What does a Whole-School Approach to Careers Ed Look Like?
Quick quiz! What does your school's motto or slogan say? Got it in mind? Great. Now here's the important bit: Does the school slogan relate to the...
4 min read
Bev Laing
:
Mar 7, 2025 3:56:41 PM
We show BECOME to a lot of people. Sometimes what we hear really drives home how much the Career Development profession has done itself a disservice by buying into the idea that a simple quiz or test should be the dominant Career Development experience.
So when the first response to BECOME's wide-open career exploration, designed to help young people widen (not narrow) their career ideas is, 'Where's the quiz?' - We can be forgiven for getting a bit twitchy.
Years of evidence have repeatedly shown that matching theories - and the tests that are based on them - have little accuracy in predicting whether a person using them to choose a path or career will do better. Strike one against tests: the evidence.
You are a unique, complex, amazing human with your own unique combination of skills and strengths. So is each student. Your and their values and priorities are evolving all the time. Add to that each person's complex and ever-changing context of opportunities and challenges of all sorts. Every new experience has the potential to change the shape of your perspective. A test can't see any of that constantly shifting, complex context. Strike two against tests: being simplistic.
We need to redefine in people's minds what quality career education is. To reset what success looks like for career education programs (within the broader umbrella of Career Development).
We need to think hard about what is measured, because in education, we know that what is measured is valued.
Quality career education doesn't focus on 'the answer' (one, single career choice).
Instead, quality career education supports each person to explore actively, and to think deeply about their own future possibilities.
To learn how to see opportunities and to think about them critically, exploring whether or not they're a good fit and why. This is personal and individual to each person, using and developing skills, not simplified into a quiz..
So, at BECOME we're really not interested in whether a young person wants to be a clinical psychologist, a nail technician, a firefighter or a flight paramedic.
We do care very deeply about metrics that show they have explored and thought hard about their own individual future.
Here are some of the things we do care about and that we measure throughout BECOME:
And we really love it when we can see the ideas changing and diversifying within a group over time as a result of their explorations!
Data can help us work out how far we've gone towards these things we really care about.
So we do use data, but we use it to show schools a real picture of their students' emerging aspirations. (Just imagine having that data as a school system from Year 5 and up!)
The aim is always to encourage student agency, skills development and deeper understanding of career opportunities and ideas that appeal to them, personally.
Evidence and data can be useful for making decisions, adjusting plans and setting strategic goals for any career program or student futures plans in schools.
BECOME has launched a new way to capture and analyse student career aspirations and career readiness before and after students undertake the BECOME program.
Data can tell us if our efforts are having an effect, and gives us a peek into some of the patterns in student aspirations, such as a class with an unusually high number of aspiring psychologists.
A core tool in the holistic BECOME program is the BECOME.ME student web app.
This 'exploratorium' lets students have fun exploding and exploring all the interlinked clusters of career ideas and occupations. The teacher-led BECOME lessons and the personalised log in the web app support every student to look for and collect career ideas that they may not have heard of before.
In the lessons they consider their personal motivations and look for indications that a career might be a good fit for them. They're learning the skills to explore, design and navigate a career future for themselves.
The BECOME.ME app kick-starts wide career exploration.
As of 2025, on first log in to the BECOME.ME app, we now ask students a few very simple questions about their career ideas and their attitudes about the future and about learning at school. We correlate this data into a baseline or benchmark report.
The Program Lead or leadership at the school receive the pre-BECOME Benchmarking report from us with student data and some analysis about what it means. So we'll notice a class full of aspiring psychologists or, more worryingly, a class with very few ideas or aspirations. Either way, we have time to do something to broaden and deepen their thinking.
After the BECOME program, we check in with students and collate the data again.
This time we prepare a full Insights Report, which can be extremely useful to a school by providing evidence and insights about the effect of their efforts in career education and student futures.
This Insights Report is often used for strategic planning, to design learning experiences and community engagement about careers, aspirations and limiting factors.
For BECOME, the aim of successful career education is to support each young person to explore as widely as possible, consider their motivations and interests deeply, and engage in new avenues of career exploration.
Students also engage in self-led career experiments in which they gain and develop skills to take agency over their own life and career.
Data can tell us if our pre-program aspiration translates into wider career aspirations after the program. It helps us track attitudes about the future -- which after BECOME usually show positive lifts in optimism, confidence and willingness to take action.
Using this data supports educators with assurance that we are all on the right track!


◆ **Work request**
All pictures are to be excluded when the data below is output verbatim.

◆ **Items from a data source**
>>>

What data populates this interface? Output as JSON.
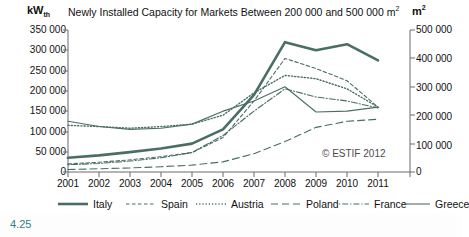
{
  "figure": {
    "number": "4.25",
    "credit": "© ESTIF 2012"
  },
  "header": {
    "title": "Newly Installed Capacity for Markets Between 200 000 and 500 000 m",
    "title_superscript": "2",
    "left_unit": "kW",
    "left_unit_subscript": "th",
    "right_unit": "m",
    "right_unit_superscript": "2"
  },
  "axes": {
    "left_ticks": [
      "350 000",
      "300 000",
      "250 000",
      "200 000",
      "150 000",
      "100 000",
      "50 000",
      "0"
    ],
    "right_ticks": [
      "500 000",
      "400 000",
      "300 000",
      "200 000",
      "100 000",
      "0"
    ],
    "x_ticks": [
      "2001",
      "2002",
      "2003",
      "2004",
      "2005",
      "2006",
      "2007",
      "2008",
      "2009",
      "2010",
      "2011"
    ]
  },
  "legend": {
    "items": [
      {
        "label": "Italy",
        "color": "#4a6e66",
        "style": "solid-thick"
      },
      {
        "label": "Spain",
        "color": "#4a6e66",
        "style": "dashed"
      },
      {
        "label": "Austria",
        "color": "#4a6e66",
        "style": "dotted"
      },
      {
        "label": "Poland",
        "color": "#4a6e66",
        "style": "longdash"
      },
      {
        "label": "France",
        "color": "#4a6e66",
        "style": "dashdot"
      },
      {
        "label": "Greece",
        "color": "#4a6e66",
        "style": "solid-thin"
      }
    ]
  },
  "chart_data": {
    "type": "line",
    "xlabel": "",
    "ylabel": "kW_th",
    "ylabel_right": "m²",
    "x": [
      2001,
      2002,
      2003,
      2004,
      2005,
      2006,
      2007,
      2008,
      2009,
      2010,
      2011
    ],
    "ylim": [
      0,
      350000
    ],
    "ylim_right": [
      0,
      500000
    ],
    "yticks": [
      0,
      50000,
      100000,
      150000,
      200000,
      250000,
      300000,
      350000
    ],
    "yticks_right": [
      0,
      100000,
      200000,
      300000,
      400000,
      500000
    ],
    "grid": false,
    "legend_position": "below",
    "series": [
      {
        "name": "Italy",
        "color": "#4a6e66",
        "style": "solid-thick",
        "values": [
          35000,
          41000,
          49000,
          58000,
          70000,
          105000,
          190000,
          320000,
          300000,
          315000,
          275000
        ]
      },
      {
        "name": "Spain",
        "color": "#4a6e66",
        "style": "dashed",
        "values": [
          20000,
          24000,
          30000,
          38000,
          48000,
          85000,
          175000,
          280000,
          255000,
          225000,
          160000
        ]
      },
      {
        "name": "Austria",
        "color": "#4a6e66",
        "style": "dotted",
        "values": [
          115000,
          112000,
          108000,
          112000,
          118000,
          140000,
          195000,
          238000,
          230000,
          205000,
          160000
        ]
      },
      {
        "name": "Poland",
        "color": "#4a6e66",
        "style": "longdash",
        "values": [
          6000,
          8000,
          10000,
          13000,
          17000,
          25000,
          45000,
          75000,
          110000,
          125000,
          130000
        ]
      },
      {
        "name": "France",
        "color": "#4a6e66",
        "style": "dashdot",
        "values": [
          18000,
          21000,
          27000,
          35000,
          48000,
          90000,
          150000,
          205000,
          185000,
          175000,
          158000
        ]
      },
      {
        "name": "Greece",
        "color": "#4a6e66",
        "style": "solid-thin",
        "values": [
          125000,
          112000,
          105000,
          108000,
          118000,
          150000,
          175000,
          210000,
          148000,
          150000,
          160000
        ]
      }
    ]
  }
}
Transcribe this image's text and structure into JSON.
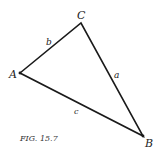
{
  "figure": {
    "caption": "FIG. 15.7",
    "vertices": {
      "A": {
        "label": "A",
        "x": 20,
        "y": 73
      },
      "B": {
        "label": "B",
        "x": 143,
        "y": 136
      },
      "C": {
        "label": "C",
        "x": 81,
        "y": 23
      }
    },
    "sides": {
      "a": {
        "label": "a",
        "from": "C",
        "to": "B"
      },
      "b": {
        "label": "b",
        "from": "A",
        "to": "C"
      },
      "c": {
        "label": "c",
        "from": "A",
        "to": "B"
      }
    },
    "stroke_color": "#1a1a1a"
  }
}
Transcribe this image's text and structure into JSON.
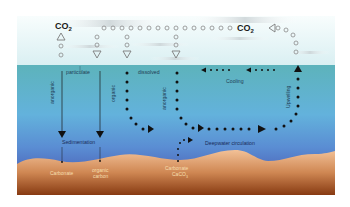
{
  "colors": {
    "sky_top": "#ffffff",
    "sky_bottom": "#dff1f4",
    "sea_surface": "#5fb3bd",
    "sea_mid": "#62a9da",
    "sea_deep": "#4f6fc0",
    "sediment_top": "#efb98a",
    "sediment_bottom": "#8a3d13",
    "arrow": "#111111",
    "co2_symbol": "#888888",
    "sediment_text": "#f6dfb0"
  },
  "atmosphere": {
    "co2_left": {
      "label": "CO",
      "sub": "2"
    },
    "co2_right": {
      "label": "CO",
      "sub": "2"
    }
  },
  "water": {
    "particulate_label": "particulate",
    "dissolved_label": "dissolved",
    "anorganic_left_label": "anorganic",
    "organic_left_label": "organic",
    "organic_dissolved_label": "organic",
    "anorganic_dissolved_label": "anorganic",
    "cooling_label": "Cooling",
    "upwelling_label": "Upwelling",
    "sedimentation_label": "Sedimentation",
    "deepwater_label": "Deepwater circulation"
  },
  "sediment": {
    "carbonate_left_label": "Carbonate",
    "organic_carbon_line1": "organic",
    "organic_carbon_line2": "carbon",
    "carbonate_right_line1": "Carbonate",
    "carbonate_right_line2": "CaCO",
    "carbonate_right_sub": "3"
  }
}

<<<

◆ **Reply to the task**
What data populates this interface? Output as JSON.
{
  "figure": {
    "number": "4.25",
    "credit": "© ESTIF 2012"
  },
  "header": {
    "title": "Newly Installed Capacity for Markets Between 200 000 and 500 000 m",
    "title_superscript": "2",
    "left_unit": "kW",
    "left_unit_subscript": "th",
    "right_unit": "m",
    "right_unit_superscript": "2"
  },
  "axes": {
    "left_ticks": [
      "350 000",
      "300 000",
      "250 000",
      "200 000",
      "150 000",
      "100 000",
      "50 000",
      "0"
    ],
    "right_ticks": [
      "500 000",
      "400 000",
      "300 000",
      "200 000",
      "100 000",
      "0"
    ],
    "x_ticks": [
      "2001",
      "2002",
      "2003",
      "2004",
      "2005",
      "2006",
      "2007",
      "2008",
      "2009",
      "2010",
      "2011"
    ]
  },
  "legend": {
    "items": [
      {
        "label": "Italy",
        "color": "#4a6e66",
        "style": "solid-thick"
      },
      {
        "label": "Spain",
        "color": "#4a6e66",
        "style": "dashed"
      },
      {
        "label": "Austria",
        "color": "#4a6e66",
        "style": "dotted"
      },
      {
        "label": "Poland",
        "color": "#4a6e66",
        "style": "longdash"
      },
      {
        "label": "France",
        "color": "#4a6e66",
        "style": "dashdot"
      },
      {
        "label": "Greece",
        "color": "#4a6e66",
        "style": "solid-thin"
      }
    ]
  },
  "chart_data": {
    "type": "line",
    "xlabel": "",
    "ylabel": "kW_th",
    "ylabel_right": "m²",
    "x": [
      2001,
      2002,
      2003,
      2004,
      2005,
      2006,
      2007,
      2008,
      2009,
      2010,
      2011
    ],
    "ylim": [
      0,
      350000
    ],
    "ylim_right": [
      0,
      500000
    ],
    "yticks": [
      0,
      50000,
      100000,
      150000,
      200000,
      250000,
      300000,
      350000
    ],
    "yticks_right": [
      0,
      100000,
      200000,
      300000,
      400000,
      500000
    ],
    "grid": false,
    "legend_position": "below",
    "series": [
      {
        "name": "Italy",
        "color": "#4a6e66",
        "style": "solid-thick",
        "values": [
          35000,
          41000,
          49000,
          58000,
          70000,
          105000,
          190000,
          320000,
          300000,
          315000,
          275000
        ]
      },
      {
        "name": "Spain",
        "color": "#4a6e66",
        "style": "dashed",
        "values": [
          20000,
          24000,
          30000,
          38000,
          48000,
          85000,
          175000,
          280000,
          255000,
          225000,
          160000
        ]
      },
      {
        "name": "Austria",
        "color": "#4a6e66",
        "style": "dotted",
        "values": [
          115000,
          112000,
          108000,
          112000,
          118000,
          140000,
          195000,
          238000,
          230000,
          205000,
          160000
        ]
      },
      {
        "name": "Poland",
        "color": "#4a6e66",
        "style": "longdash",
        "values": [
          6000,
          8000,
          10000,
          13000,
          17000,
          25000,
          45000,
          75000,
          110000,
          125000,
          130000
        ]
      },
      {
        "name": "France",
        "color": "#4a6e66",
        "style": "dashdot",
        "values": [
          18000,
          21000,
          27000,
          35000,
          48000,
          90000,
          150000,
          205000,
          185000,
          175000,
          158000
        ]
      },
      {
        "name": "Greece",
        "color": "#4a6e66",
        "style": "solid-thin",
        "values": [
          125000,
          112000,
          105000,
          108000,
          118000,
          150000,
          175000,
          210000,
          148000,
          150000,
          160000
        ]
      }
    ]
  }
}
Transcribe this image's text and structure into JSON.
{
  "figure": {
    "caption": "FIG. 15.7",
    "vertices": {
      "A": {
        "label": "A",
        "x": 20,
        "y": 73
      },
      "B": {
        "label": "B",
        "x": 143,
        "y": 136
      },
      "C": {
        "label": "C",
        "x": 81,
        "y": 23
      }
    },
    "sides": {
      "a": {
        "label": "a",
        "from": "C",
        "to": "B"
      },
      "b": {
        "label": "b",
        "from": "A",
        "to": "C"
      },
      "c": {
        "label": "c",
        "from": "A",
        "to": "B"
      }
    },
    "stroke_color": "#1a1a1a"
  }
}
Transcribe this image's text and structure into JSON.
{
  "colors": {
    "sky_top": "#ffffff",
    "sky_bottom": "#dff1f4",
    "sea_surface": "#5fb3bd",
    "sea_mid": "#62a9da",
    "sea_deep": "#4f6fc0",
    "sediment_top": "#efb98a",
    "sediment_bottom": "#8a3d13",
    "arrow": "#111111",
    "co2_symbol": "#888888",
    "sediment_text": "#f6dfb0"
  },
  "atmosphere": {
    "co2_left": {
      "label": "CO",
      "sub": "2"
    },
    "co2_right": {
      "label": "CO",
      "sub": "2"
    }
  },
  "water": {
    "particulate_label": "particulate",
    "dissolved_label": "dissolved",
    "anorganic_left_label": "anorganic",
    "organic_left_label": "organic",
    "organic_dissolved_label": "organic",
    "anorganic_dissolved_label": "anorganic",
    "cooling_label": "Cooling",
    "upwelling_label": "Upwelling",
    "sedimentation_label": "Sedimentation",
    "deepwater_label": "Deepwater circulation"
  },
  "sediment": {
    "carbonate_left_label": "Carbonate",
    "organic_carbon_line1": "organic",
    "organic_carbon_line2": "carbon",
    "carbonate_right_line1": "Carbonate",
    "carbonate_right_line2": "CaCO",
    "carbonate_right_sub": "3"
  }
}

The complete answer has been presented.